Rosemène Elcin is a mother of seven. She lives in Twa Wòch, a neighborhood in Pouli, a broad area of southeastern Laskawobas. The father of her first four children passed away, and she now lives with the younger two from that first group of kids — 15-year-old twins — and her second partner, along with their three children. Her two oldest children were taken by her uncle, who is raising them in the Dominican Republic. “I couldn’t pay for their school. Even buying food was hard. So he took them for me.”
Her partner brings in what he can. He “vann maten.” That means he “sells mornings.” He works half-days in their neighbors’ fields for a small wage. Pouli is a fertile agricultural area, and there is a great deal of farming. When the season is right, he can probably find work almost every day.
Rosemène figured a way to earn income as well. An aunt of hers was responsible for a sòl, a traditional Haitian savings club. Every market day its ten members would contribute 500 gourds — that is now less than $5 — and one of them would get the whole pot. Haitians use sòl as a way to fight off the pressure to spend whatever they earn so that they can accumulate larger lump-sums. Rosemène’s aunt arranged for Rosemène to get the first pay-out, tuning the sòl into and interest-free loan for her niece. Rosemène could invest the money in small commerce, and she would just have to pay her 500 gourds each week out of her earnings.
The system worked well until Rosemène ran into a problem. One of her kids had an accident with a knife and needed to go to the hospital. The first-aide expenses wiped out her business, leaving her with three 500-gourd payments and no income to make them from. She hasn’t been able to rejoin the sòl or to run any kind of business since then. She had hoped to use her business to pay her children’s school fees. The pastor who runs their school took them this year, saying she could pay when she had the money, but the year is now over, and she doesn’t have the money yet.
She is excited to join CLM. She’s heard that the program will give her livestock. “I can use the animals to pay for my children’s school.”
Oriza Molina is originally fro Savanèt, the narrow commune that lines the steep valley just south of Laskawobas, on either side of the Fè a Cheval River. She got together with a man from northern Haiti in Pòtoprens, and they lived there with their two children.

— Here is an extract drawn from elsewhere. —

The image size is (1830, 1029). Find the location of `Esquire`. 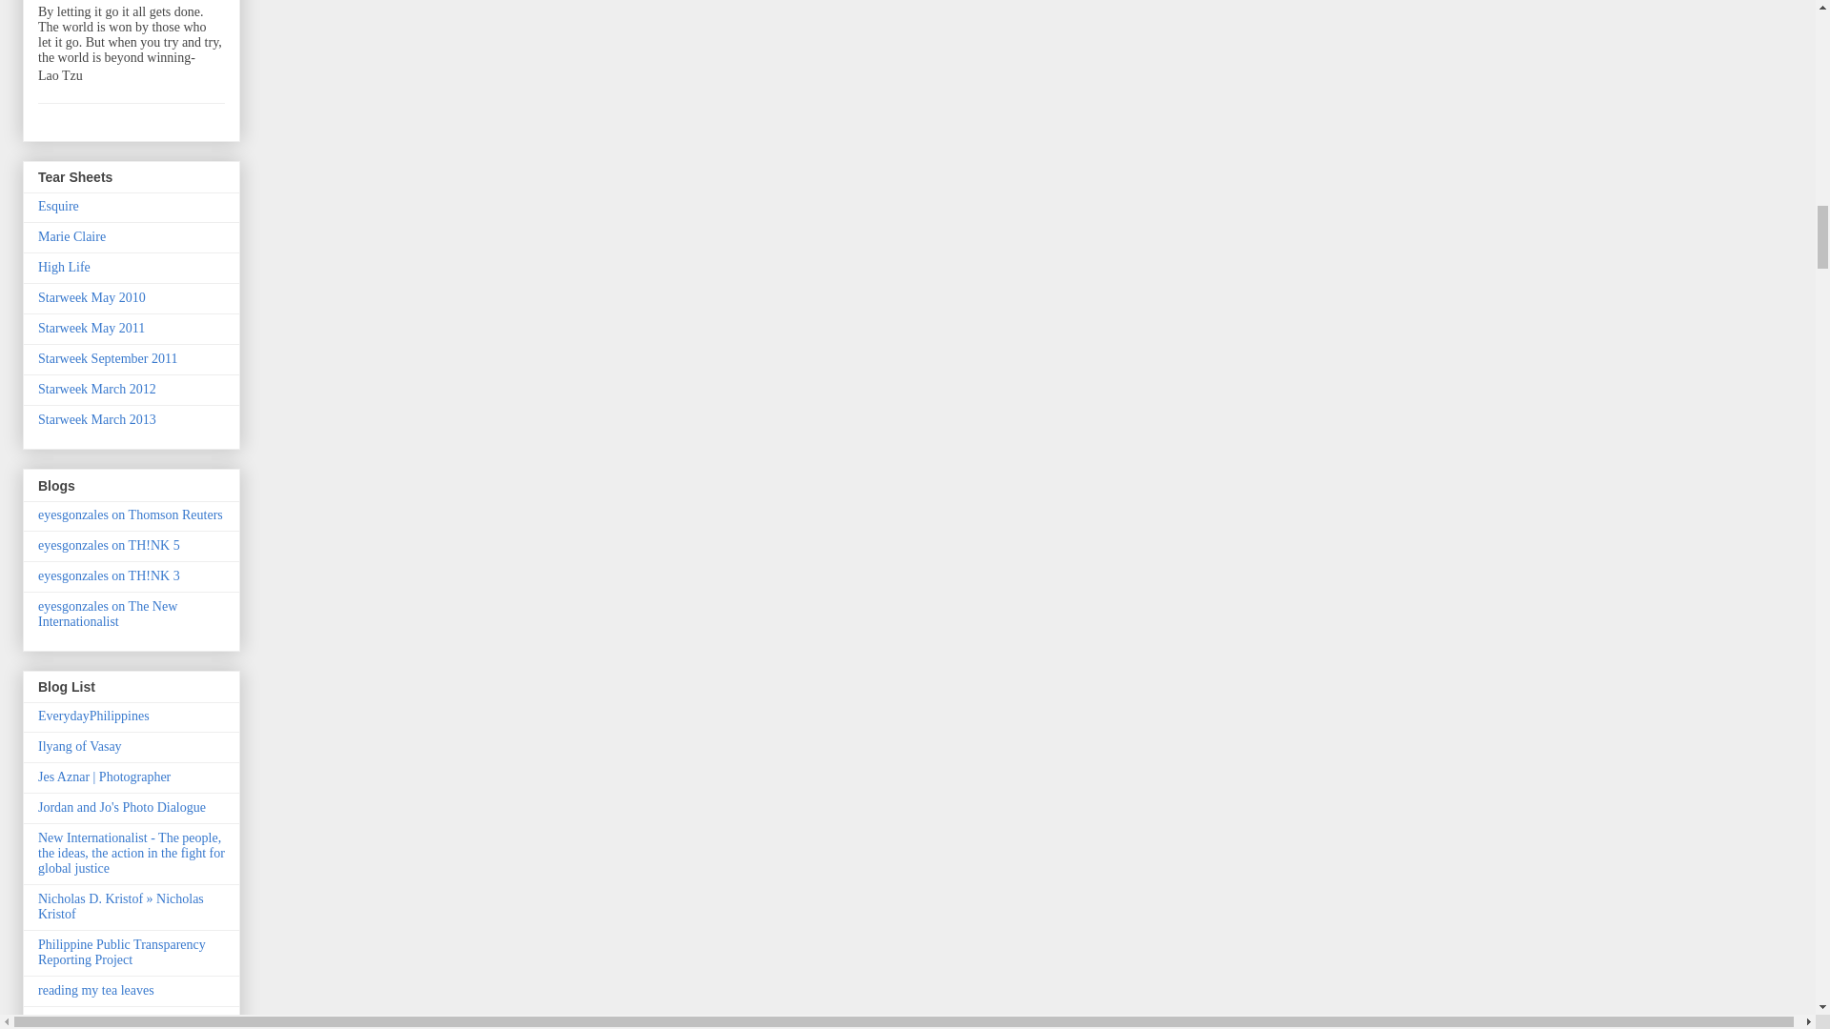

He worked in construction, and she managed a small commerce, buying a sack of any produce she thought should could sell in the large market in Kwadeboukè, and breaking it down into smaller portions for sale near the couple’s home.
Her relationship with the man did not work out, and each of them took one of the children and went their separate way. At this point she is not even sure where he and her other child live.

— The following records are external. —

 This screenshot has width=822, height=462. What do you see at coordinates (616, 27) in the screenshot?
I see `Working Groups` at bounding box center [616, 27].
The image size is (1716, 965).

Oriza continued to support the child she was left with with her business, but her trouble was only beginning. She developed diabetes, and her problems grew worse until her foot needed to be amputated in two separate operations over the course of a couple of years. By then her commerce had disappeared. It depended on lifting and moving around sacks of produce, which she could no longer do. She moved in with a cousin in Pouli. She looks after her cousin’s children while the cousin works as a maid at a home in downtown Laskawobas. Her cousin keeps the five of them fed with her very meager earnings.
She has been listening to what the CLM team says about the businesses it can help her start, but she is skeptical. She really likes the idea of keeping livestock. She enjoyed it when she was younger, but she has no place to keep them. And she is accustomed to thinking of how difficult managing small commerce on her one leg and crutches. Her case manager will have a lot to do to help her see the possibilities before her.

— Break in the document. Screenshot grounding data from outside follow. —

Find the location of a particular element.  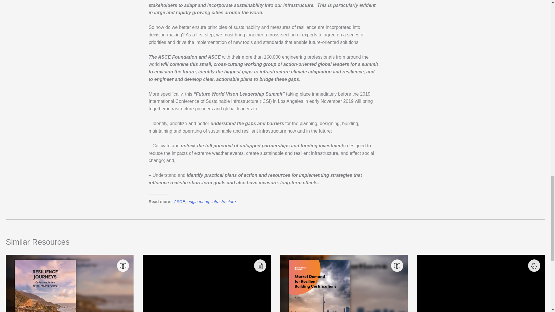

ASCE is located at coordinates (179, 202).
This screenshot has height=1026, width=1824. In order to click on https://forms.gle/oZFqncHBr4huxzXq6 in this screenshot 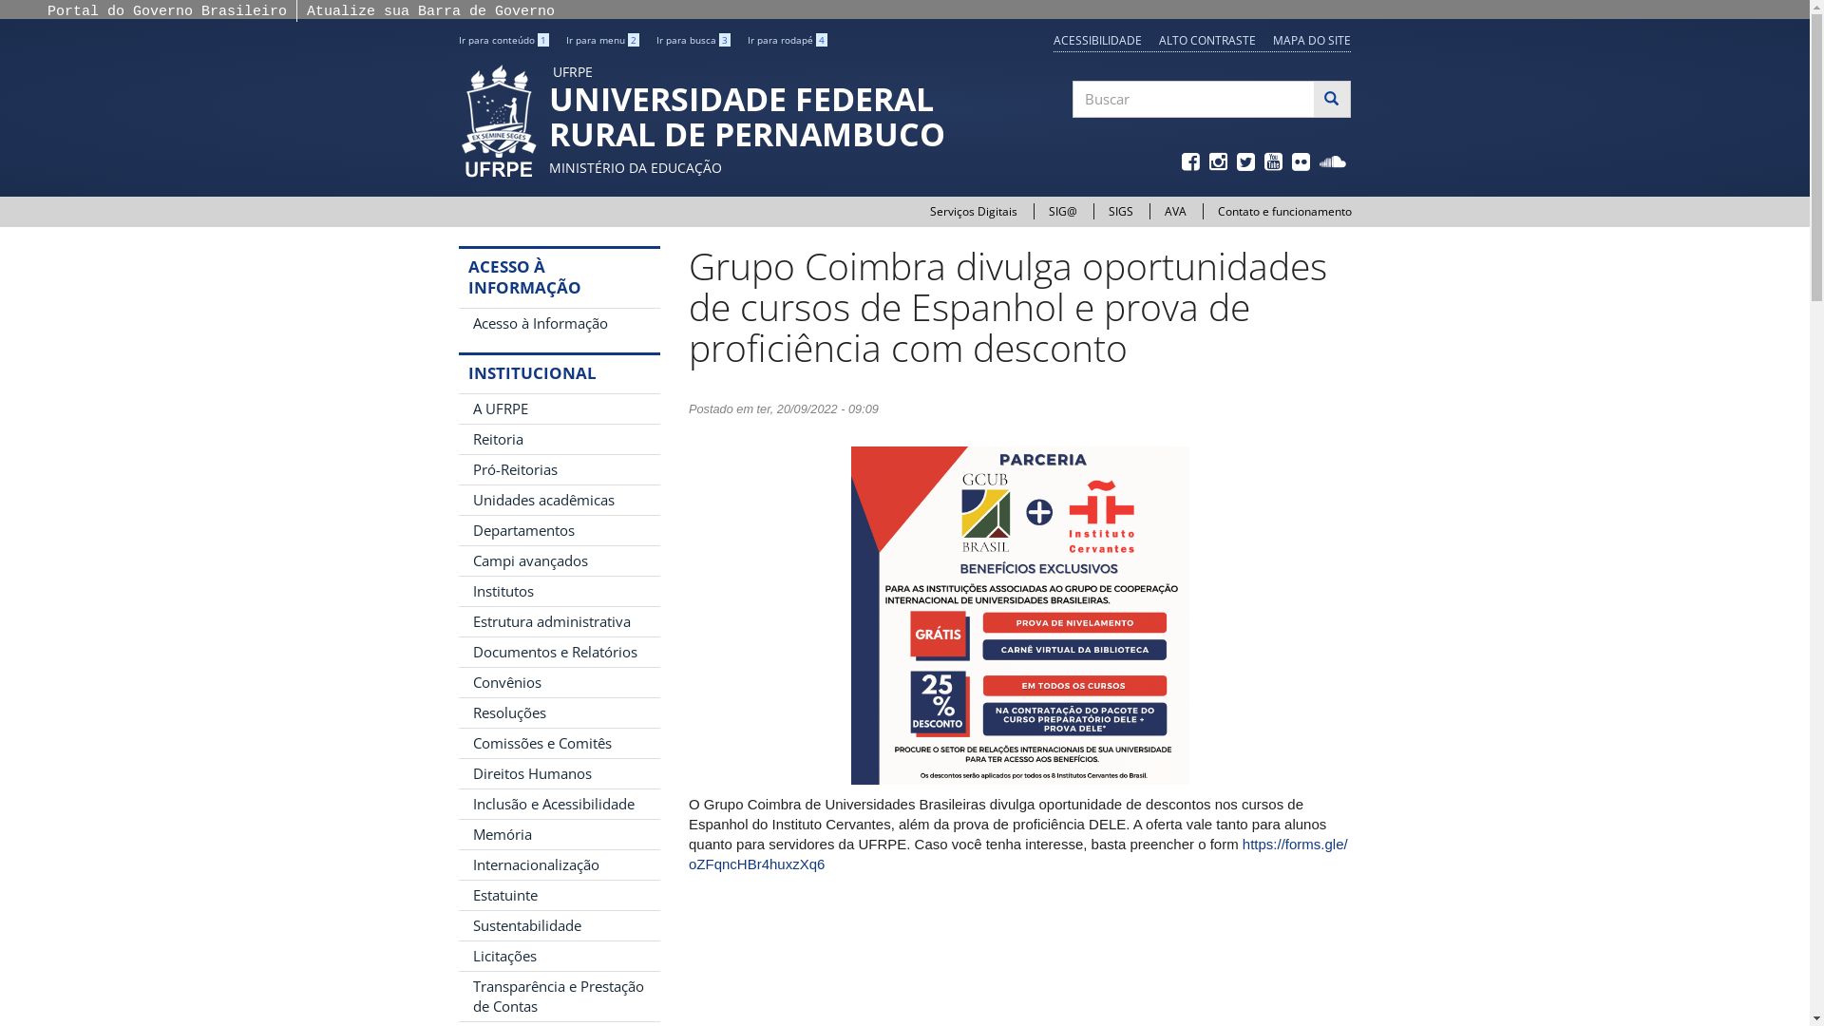, I will do `click(1018, 854)`.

Ellutane Joseph says that her family tells her she became blind when she was about two years old. She doesn’t herself remember ever being able to see. Now a widow, she lives In Nan Rabi, a small neighborhood in Pouli, with her son and a nephew. “His mother was my sister, so I am his mother now.”
Her husband used to support them with day-labor in their neighbors’ fields. The couple had no land of their own. But she’s without him now. She doesn’t have her own home, nor can she rent one. A neighbor was letting her and her boys stay in a small house that no one else uses, but that neighbor has asked her to move out. Ellutane hasn’t yet found anywhere else to live.
She supports herself and her boys by asking for charity. Her son Dudley takes her to various markets in the region and leads her around while she asks people for help.
When asked what sort of business she would like to establish, she turns fretful, quickly bringing up her blindness as a barrier to anything she might try. She couldn’t keep goats because she wouldn’t be able to move them around during the day to make sure they can feed and are out of the sun. She can’t try small commerce because she can’t tell bills apart if they are the same size, as most Haitian bills are. She thinks she might be able to manage a pig, because she could just put in in one place and keep it fed, but she repeatedly says, “M ap pran sa yo ban m.” She’ll take, she says, whatever the CLM team gives her.